My paintings can be examined, or they can be seen.
To examine them at your leisure is to delve and
discover, continually peeling back the layers of
composition, colour, text, scratches and lines
that are intentional as well as unintentional. Somewhat
like peeling an onion.
On your visual journey, you will be pleasantly
teased. Teased because you will attempt to
assign meaning and direction to the various elements
on the canvas, only to find you have gone down
a blind alley. Teased because you will find
that texts and associations you may think you have
deciphered, were never there to be deciphered in
the first place.
The shapes and lines and small, insignificant
placements and assignations, though seemingly accidental,
have been laid down with a serious degree of accuracy. There
are no “accidents” in my compositions. I
would categorize this randomness as “controlled
spontaneity.”
All these processes together, when wielded with
an eye for balance and a knowledge of knowing when
to stop, make the act of painting an enriching
experience.
To see a painting is to visually drink in its
colours and shapes and the relationship these two
have to each other as defined by the four edges
of the canvas. To see a painting is to acknowledge
it. Perhaps to encourage further curiosity,
perhaps to dismiss it as unappealing, or worse,
a bad painting. Curiosity can be satisfied,
but a bad painting is just a bad painting.

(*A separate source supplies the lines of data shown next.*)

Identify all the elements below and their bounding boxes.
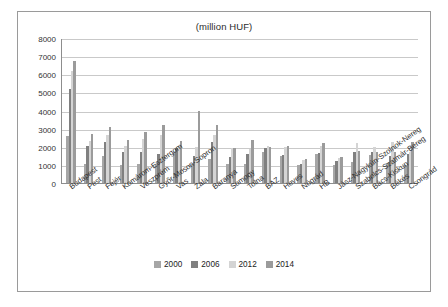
legend-label: 2012 — [239, 260, 257, 269]
bar-group — [293, 39, 311, 183]
legend-label: 2014 — [276, 260, 294, 269]
bar — [73, 61, 75, 183]
bar-group — [62, 39, 80, 183]
bar-group — [115, 39, 133, 183]
legend-item: 2012 — [229, 260, 257, 269]
bar-group — [258, 39, 276, 183]
bar-group — [98, 39, 116, 183]
legend-item: 2014 — [266, 260, 294, 269]
bar-group — [204, 39, 222, 183]
y-tick-label: 6000 — [18, 71, 56, 80]
chart-legend: 2000200620122014 — [18, 260, 430, 269]
bar-group — [311, 39, 329, 183]
legend-swatch — [191, 261, 198, 268]
chart-title: (million HUF) — [18, 21, 430, 32]
bar-group — [329, 39, 347, 183]
bar — [198, 111, 200, 183]
y-tick-label: 3000 — [18, 125, 56, 134]
bar-group — [80, 39, 98, 183]
chart-screenshot: (million HUF) 01000200030004000500060007… — [0, 0, 448, 307]
bar-group — [133, 39, 151, 183]
bar — [109, 127, 111, 183]
y-tick-label: 1000 — [18, 161, 56, 170]
y-tick-label: 5000 — [18, 89, 56, 98]
y-tick-label: 2000 — [18, 143, 56, 152]
bar — [216, 125, 218, 183]
legend-label: 2000 — [164, 260, 182, 269]
legend-label: 2006 — [201, 260, 219, 269]
y-tick-label: 8000 — [18, 35, 56, 44]
bar-group — [276, 39, 294, 183]
y-tick-label: 0 — [18, 180, 56, 189]
legend-item: 2006 — [191, 260, 219, 269]
bar-group — [222, 39, 240, 183]
y-tick-label: 7000 — [18, 53, 56, 62]
bar-group — [347, 39, 365, 183]
legend-swatch — [266, 261, 273, 268]
bar-group — [169, 39, 187, 183]
legend-swatch — [154, 261, 161, 268]
chart-frame: (million HUF) 01000200030004000500060007… — [17, 11, 431, 292]
legend-swatch — [229, 261, 236, 268]
y-tick-label: 4000 — [18, 107, 56, 116]
bar-group — [240, 39, 258, 183]
legend-item: 2000 — [154, 260, 182, 269]
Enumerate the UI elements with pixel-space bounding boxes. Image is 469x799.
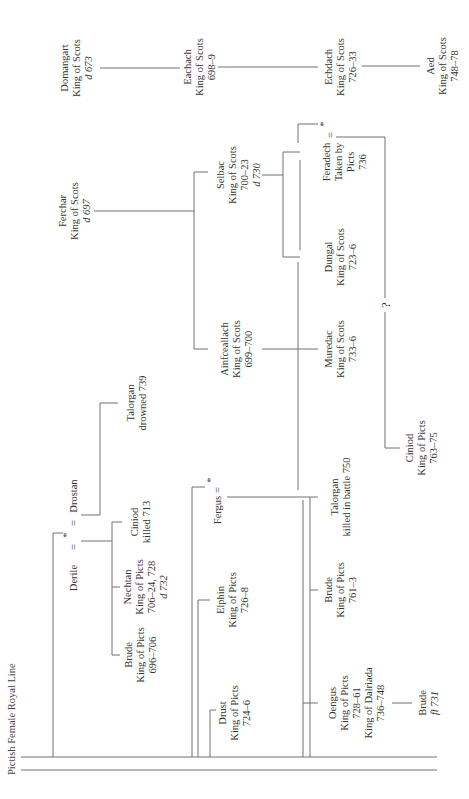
svg-text:706–24, 728: 706–24, 728 [146,561,157,614]
node-ferchar: Ferchar King of Scots d 697 [57,182,92,240]
svg-text:Drostan: Drostan [68,479,79,513]
svg-text:736: 736 [357,154,368,170]
svg-text:726–8: 726–8 [239,587,250,613]
node-dungal: Dungal King of Scots 723–6 [323,228,358,286]
svg-text:699–700: 699–700 [243,331,254,368]
svg-text:748–78: 748–78 [449,50,460,82]
uncertain-descent-mark: ? [378,302,393,308]
svg-text:King of Scots: King of Scots [227,146,238,204]
node-talorgan-750: Talorgan killed in battle 750 [329,457,352,536]
node-muredac: Muredac King of Scots 733–6 [323,320,358,378]
svg-text:Fergus: Fergus [212,496,223,524]
svg-text:Ciniod: Ciniod [129,507,140,536]
svg-text:King of Picts: King of Picts [335,562,346,617]
svg-text:Ciniod: Ciniod [404,433,415,462]
svg-text:Selbac: Selbac [215,161,226,189]
svg-text:d 697: d 697 [81,198,92,222]
svg-text:*: * [318,121,329,126]
svg-text:=: = [68,544,79,550]
node-feradech: Feradech Taken by Picts 736 = * [318,121,368,181]
svg-text:*: * [205,477,216,482]
node-drust: Drust King of Picts 724–6 [217,685,252,740]
svg-text:King of Scots: King of Scots [69,182,80,240]
svg-text:Ferchar: Ferchar [57,194,68,227]
svg-text:Brude: Brude [417,690,428,716]
svg-text:King of Scots: King of Scots [71,39,82,97]
svg-text:Talorgan: Talorgan [125,384,136,422]
svg-text:696–706: 696–706 [147,637,158,674]
node-ainfceallach: Ainfceallach King of Scots 699–700 [219,320,254,378]
svg-text:killed 713: killed 713 [141,501,152,543]
svg-text:d 730: d 730 [251,162,262,186]
svg-text:Aed: Aed [425,57,436,75]
svg-text:Eachach: Eachach [182,48,193,84]
svg-text:killed in battle 750: killed in battle 750 [341,457,352,536]
svg-text:736–748: 736–748 [375,685,386,722]
node-ciniod-713: Ciniod killed 713 [129,501,152,543]
node-echdach: Echdach King of Scots 726–33 [323,38,358,96]
svg-text:698–9: 698–9 [206,54,217,80]
node-talorgan-739: Talorgan drowned 739 [125,375,148,430]
svg-text:Ainfceallach: Ainfceallach [219,321,230,375]
svg-text:Taken by: Taken by [333,142,344,181]
svg-text:Muredac: Muredac [323,330,334,368]
svg-text:King of Dalriada: King of Dalriada [363,667,374,738]
svg-text:d 673: d 673 [83,56,94,80]
svg-text:Talorgan: Talorgan [329,478,340,516]
node-ciniod-763: Ciniod King of Picts 763–75 [404,420,439,475]
node-brude-fl731: Brude fl 731 [417,690,440,716]
node-elphin: Elphin King of Picts 726–8 [215,572,250,627]
svg-text:Picts: Picts [345,152,356,172]
svg-text:761–3: 761–3 [347,577,358,603]
svg-text:=: = [212,487,223,493]
svg-text:King of Scots: King of Scots [194,38,205,96]
svg-text:Domangart: Domangart [59,44,70,91]
svg-text:King of Picts: King of Picts [416,420,427,475]
svg-text:King of Scots: King of Scots [437,37,448,95]
node-nechtan: Nechtan King of Picts 706–24, 728 d 732 [122,559,169,614]
svg-text:Dungal: Dungal [323,241,334,272]
svg-text:King of Picts: King of Picts [135,627,146,682]
svg-text:King of Scots: King of Scots [335,38,346,96]
svg-text:=: = [68,520,79,526]
svg-text:King of Picts: King of Picts [134,559,145,614]
svg-text:726–33: 726–33 [347,51,358,83]
derile-drostan-union: Derile = * = Drostan [61,479,79,591]
svg-text:King of Scots: King of Scots [335,228,346,286]
node-domangart: Domangart King of Scots d 673 [59,39,94,97]
svg-text:Echdach: Echdach [323,48,334,85]
svg-text:763–75: 763–75 [428,432,439,464]
svg-text:drowned 739: drowned 739 [137,375,148,430]
svg-text:d 732: d 732 [158,574,169,598]
diagram-title: Pictish Female Royal Line [6,663,17,775]
node-eachach: Eachach King of Scots 698–9 [182,38,217,96]
svg-text:Drust: Drust [217,701,228,724]
svg-text:=: = [325,132,336,138]
svg-text:*: * [61,532,72,537]
svg-text:King of Picts: King of Picts [229,685,240,740]
node-oengus: Oengus King of Picts 728–61 King of Dalr… [327,667,386,738]
svg-text:Oengus: Oengus [327,687,338,719]
node-brude-761: Brude King of Picts 761–3 [323,562,358,617]
svg-text:728–61: 728–61 [351,687,362,719]
svg-text:King of Picts: King of Picts [339,675,350,730]
svg-text:700–23: 700–23 [239,159,250,191]
svg-text:Derile: Derile [68,565,79,592]
svg-text:Nechtan: Nechtan [122,569,133,605]
svg-text:King of Scots: King of Scots [231,320,242,378]
svg-text:Elphin: Elphin [215,585,226,614]
node-selbac: Selbac King of Scots 700–23 d 730 [215,146,262,204]
node-brude-696: Brude King of Picts 696–706 [123,627,158,682]
svg-text:fl 731: fl 731 [429,691,440,715]
svg-text:King of Picts: King of Picts [227,572,238,627]
svg-text:Feradech: Feradech [321,142,332,181]
svg-text:723–6: 723–6 [347,244,358,270]
pictish-royal-line-diagram: Pictish Female Royal Line Derile = * = D… [0,0,469,799]
svg-text:Brude: Brude [323,577,334,603]
svg-text:724–6: 724–6 [241,700,252,726]
svg-text:King of Scots: King of Scots [335,320,346,378]
svg-text:Brude: Brude [123,642,134,668]
node-aed: Aed King of Scots 748–78 [425,37,460,95]
fergus-union: Fergus = * [205,477,223,524]
svg-text:733–6: 733–6 [347,336,358,362]
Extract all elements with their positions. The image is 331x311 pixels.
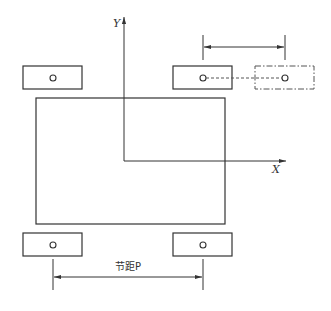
y-axis: Y [113,17,124,161]
hole-icon [50,242,56,248]
top-dimension [203,35,285,60]
hole-icon [200,242,206,248]
x-axis: X [124,161,286,176]
hole-icon [50,75,56,81]
pitch-diagram: Y X 节距P [0,0,331,311]
y-axis-label: Y [113,17,122,30]
pad-bottom-left [23,233,82,256]
hole-icon [200,75,206,81]
hole-icon [282,75,288,81]
x-axis-label: X [271,163,281,176]
pad-top-left [23,66,82,89]
pitch-label: 节距P [115,261,141,272]
pitch-dimension: 节距P [53,259,203,290]
pad-bottom-right [173,233,232,256]
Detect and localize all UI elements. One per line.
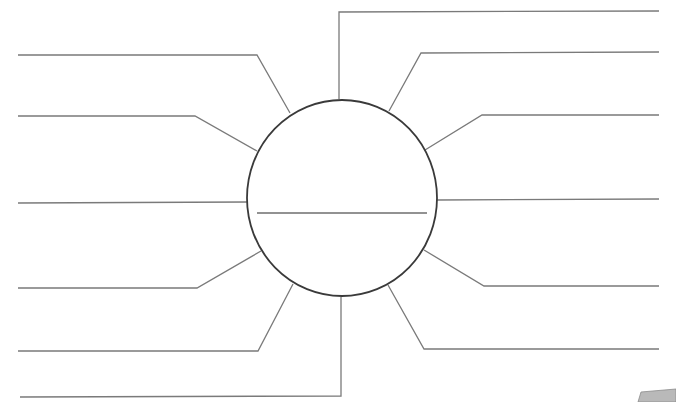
central-hub-circle (247, 100, 437, 296)
spoke-line-left-2 (18, 202, 247, 203)
spoke-line-right-6 (339, 11, 659, 99)
spoke-line-right-7 (389, 52, 659, 111)
spoke-line-left-3 (18, 251, 261, 288)
spoke-line-left-0 (18, 55, 290, 113)
spoke-line-right-10 (424, 250, 659, 286)
spider-map-diagram (0, 0, 676, 402)
spoke-line-right-11 (388, 285, 659, 349)
spoke-line-right-9 (437, 199, 659, 200)
spoke-line-left-5 (20, 297, 341, 397)
spoke-line-right-8 (425, 115, 659, 150)
spoke-line-left-1 (18, 116, 257, 151)
page-curl-corner (638, 389, 676, 402)
spoke-line-left-4 (18, 284, 293, 351)
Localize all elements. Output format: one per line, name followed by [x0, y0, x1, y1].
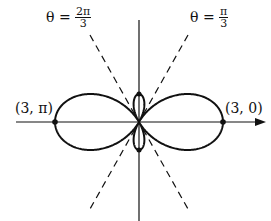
label-theta-pi-over-3: θ = π3 [190, 6, 228, 29]
theta-text: θ = [46, 9, 71, 25]
denominator: 3 [75, 18, 91, 29]
label-theta-2pi-over-3: θ = 2π3 [46, 6, 91, 29]
point-top [137, 92, 142, 97]
fraction: 2π3 [75, 6, 91, 29]
point-3-0 [220, 119, 226, 125]
point-3-pi [52, 119, 58, 125]
theta-text: θ = [190, 9, 215, 25]
label-point-3-0: (3, 0) [225, 100, 263, 116]
x-axis-arrow-icon [255, 118, 266, 126]
denominator: 3 [219, 18, 228, 29]
label-point-3-pi: (3, π) [15, 100, 53, 116]
fraction: π3 [219, 6, 228, 29]
point-bottom [137, 148, 142, 153]
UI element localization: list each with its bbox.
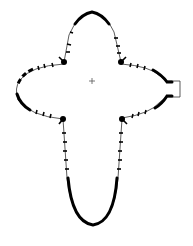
left-lobe	[16, 63, 64, 119]
right-lobe	[121, 63, 180, 118]
top-lobe	[64, 12, 121, 62]
center-crosshair-icon	[89, 78, 95, 84]
shape-diagram	[0, 0, 193, 246]
bottom-lobe	[62, 119, 123, 225]
corner-markers	[59, 57, 127, 124]
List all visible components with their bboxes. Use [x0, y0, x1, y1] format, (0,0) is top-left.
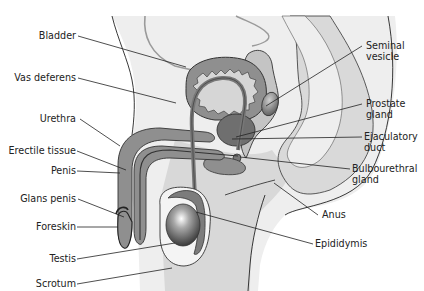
label-bladder: Bladder: [39, 30, 76, 41]
label-scrotum: Scrotum: [36, 278, 76, 289]
label-epididymis: Epididymis: [315, 238, 367, 249]
label-foreskin: Foreskin: [36, 221, 76, 232]
label-penis: Penis: [51, 165, 76, 176]
testis-shape: [166, 204, 200, 246]
label-glans-penis: Glans penis: [20, 193, 76, 204]
anatomy-diagram: Bladder Vas deferens Urethra Erectile ti…: [0, 0, 424, 291]
label-testis: Testis: [49, 253, 76, 264]
label-prostate-gland: Prostate gland: [366, 98, 406, 120]
scrotum-shape: [160, 187, 211, 266]
label-anus: Anus: [322, 209, 346, 220]
label-seminal-vesicle: Seminal vesicle: [366, 40, 405, 62]
label-vas-deferens: Vas deferens: [14, 72, 76, 83]
prostate-shape: [217, 114, 255, 146]
label-bulbourethral-gland: Bulbourethral gland: [352, 163, 417, 185]
label-urethra: Urethra: [40, 113, 76, 124]
label-erectile-tissue: Erectile tissue: [9, 145, 76, 156]
label-ejaculatory-duct: Ejaculatory duct: [364, 131, 418, 153]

I would like to think that my paintings are both. That
is, they are examined at length for discovery sake,
and played like a good game…continuously
and often, and that they are seen as the simple
squares and rectangles that they are, but understood
on a more complex level. Easy to examine,
easier to see.
Cole Morgan, Antwerp, 2004.
Robert C. Morgan is author and editor of many books, including monographs on Gary Hill and Bruce Nauman (Johns Hopkins, 2000 and 2002), Art into Ideas (Cambridge, 1996) and The Artist and Globalization (Miejska Galeria Sztuki w Lodzi, 2008). He is Adjunct Professor in the Graduate School of Fine Arts at Pratt Institute and has taught in the Republic of Korea as a Fulbright Senior Scholar (2005).